2.The false Mara offers a humane-sounding exception to the hard letter of the command. How do you tell a true mercy from a temptation dressed as one — and what are the “eyes” you learn to read?
3.The clenched hand is buried not to be destroyed but to be watered. What proud, fisted thing in you needs to be laid down in living water rather than merely punished?
4.“Never look behind you.” What backward look — an old self, a buried grief, a face that calls “you are mine” — keeps you from finishing the errand you were sent on?

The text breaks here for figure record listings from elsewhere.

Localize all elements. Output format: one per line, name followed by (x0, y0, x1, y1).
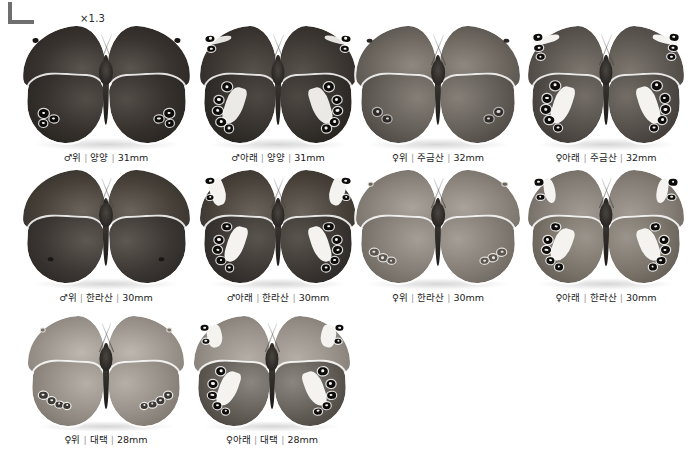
specimen-cell-r1c4[interactable]: ♀아래|주금산|32mm (524, 22, 688, 170)
specimen-image-r3c2 (190, 312, 354, 430)
specimen-caption-r3c1: ♀위|대택|28mm (24, 432, 188, 446)
specimen-cell-r1c1[interactable]: ♂위|양양|31mm (18, 22, 194, 170)
specimen-image-r1c3 (352, 22, 524, 148)
specimen-caption-r2c3: ♀위|한라산|30mm (352, 290, 524, 304)
specimen-cell-r2c3[interactable]: ♀위|한라산|30mm (352, 166, 524, 314)
specimen-caption-r1c2: ♂아래|양양|31mm (196, 150, 360, 164)
specimen-image-r2c2 (196, 166, 360, 288)
specimen-cell-r2c4[interactable]: ♀아래|한라산|30mm (524, 166, 688, 314)
specimen-image-r3c1 (24, 312, 188, 430)
specimen-cell-r2c2[interactable]: ♂아래|한라산|30mm (196, 166, 360, 314)
specimen-caption-r2c4: ♀아래|한라산|30mm (524, 290, 688, 304)
specimen-image-r2c4 (524, 166, 688, 288)
specimen-caption-r1c3: ♀위|주금산|32mm (352, 150, 524, 164)
specimen-caption-r1c4: ♀아래|주금산|32mm (524, 150, 688, 164)
specimen-cell-r1c2[interactable]: ♂아래|양양|31mm (196, 22, 360, 170)
specimen-image-r2c1 (18, 166, 194, 288)
specimen-caption-r1c1: ♂위|양양|31mm (18, 150, 194, 164)
specimen-image-r1c2 (196, 22, 360, 148)
specimen-cell-r1c3[interactable]: ♀위|주금산|32mm (352, 22, 524, 170)
specimen-image-r1c4 (524, 22, 688, 148)
specimen-cell-r3c2[interactable]: ♀아래|대택|28mm (190, 312, 354, 460)
specimen-plate: ×1.3 (0, 0, 696, 471)
specimen-image-r2c3 (352, 166, 524, 288)
specimen-caption-r3c2: ♀아래|대택|28mm (190, 432, 354, 446)
specimen-caption-r2c2: ♂아래|한라산|30mm (196, 290, 360, 304)
specimen-cell-r3c1[interactable]: ♀위|대택|28mm (24, 312, 188, 460)
specimen-image-r1c1 (18, 22, 194, 148)
specimen-cell-r2c1[interactable]: ♂위|한라산|30mm (18, 166, 194, 314)
crop-corner-mark (8, 2, 34, 24)
specimen-caption-r2c1: ♂위|한라산|30mm (18, 290, 194, 304)
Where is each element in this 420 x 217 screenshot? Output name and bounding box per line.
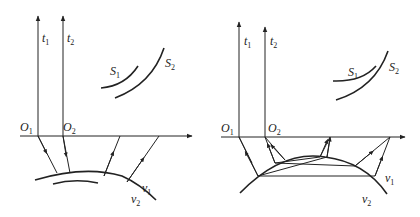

Father, You are the great I AM, the same in the giving of the word and the doing of it. When You send me into darkness I cannot map, give light enough for the next step and faith enough to take it. Set my hand to the plow and keep my eyes from the backward glance; let no phantom voice, however reasonable, turn me aside. Teach me to carry even my proudest, most clenched things to the place of living water, and there to lay them down — and then to lie down myself and sleep in You. Through Christ, who was planted in the ground that He might rise. Amen.